Computer Jagat, a leading ICT magazine in Bangladesh, will organise the exhibition for the sixth time at Begum Sufia Kamal National Public Library in the capital.
“Online shopping is getting popular in the country; but the amount of transaction is still very small,” said Md Abdul Wahed Tomal, convener of the Dhaka e-Commerce Fair 2014.
The fair is expected to increase such trading by building awareness, he said.
The number of e-commerce sites increased fivefold to 500 in the past two years.
Around 2,000 companies are doing business through Facebook, Tomal said at a press briefing at the National Press Club in the city yesterday.
Local e-commerce companies will showcase their products and services at the fair. Along with exhibition, publication programme of e-directory and gaming contest will also be organised.
Renowned ICT personalities and people related to the country's e-commerce industry will deliver key-note speeches in different seminars and workshops.
An awards night will also be organised where renowned ICT personalities will be honoured for their contributions to the sector.
Organisers will also hold around 20 seminars on e-commerce in public and private universities ahead of the fair.
No entrance and registration fee will be charged either to enter into the fair or to take part in the seminars.
The exhibition will also help in creating more entrepreneurs in the sector, said Mohammad Abdul Haque, assistant editor of Computer Jagat.
Many young people are becoming e-commerce entrepreneurs and earning their livelihood without doing regular “9 to 5” jobs, and many of these companies are getting success, he said.
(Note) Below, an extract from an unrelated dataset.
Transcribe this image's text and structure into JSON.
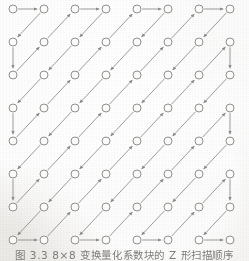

The current decade will see the rise of e-commerce in Asian countries, said Razib Ahmed, editor of Ecombd, a Bangladeshi e-commerce blog. “By 2015, China's e-commerce market will be valued at $540 million; higher than that of USA.”
Online shopping accounts for a major share of daily retail trade in developed countries, and it is also growing in India and China, he said.
E-commerce has the potential to become one of the five leading sectors in Bangladesh in the next 10 years, he said.
“We need to work together to explore the potential Bangladesh has in e-commerce,” said Jubaer Hossain, senior manager for business development at SSL Wireless, an e-commerce solution provider.
He stressed the need for building customers' trust on online shopping.
In Bangladesh, online shopping, including e-ticket sales and sales through Facebook, has yearly transactions worth around Tk 200 crore, which is growing by nearly 30 percent every month, according to the industry insiders.
The first e-commerce fair was organised in the same venue in February 2013. The Daily Star is a media partner of this year's fair.